The answer consists of the lines from the line holding "Task: Click on the abbreviation: RNP" through the last line of the entries, retyped exactly, and nothing else. No pictures belong in it.

Input for this task: Begin

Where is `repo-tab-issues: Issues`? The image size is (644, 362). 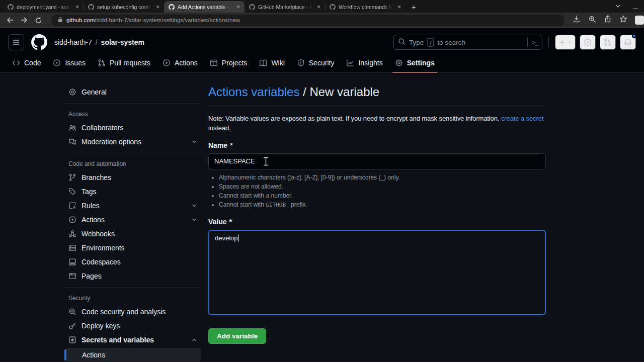
repo-tab-issues: Issues is located at coordinates (69, 63).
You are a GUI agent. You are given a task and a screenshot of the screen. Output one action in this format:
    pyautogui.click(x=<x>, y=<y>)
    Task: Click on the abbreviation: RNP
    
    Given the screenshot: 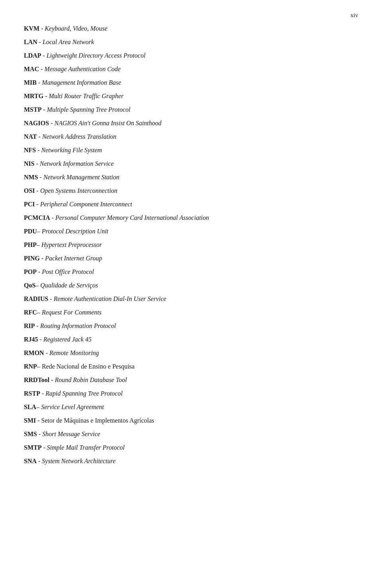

Input for this task: End

Response to this exercise:
    Task: Click on the abbreviation: RNP
    
    Given the screenshot: 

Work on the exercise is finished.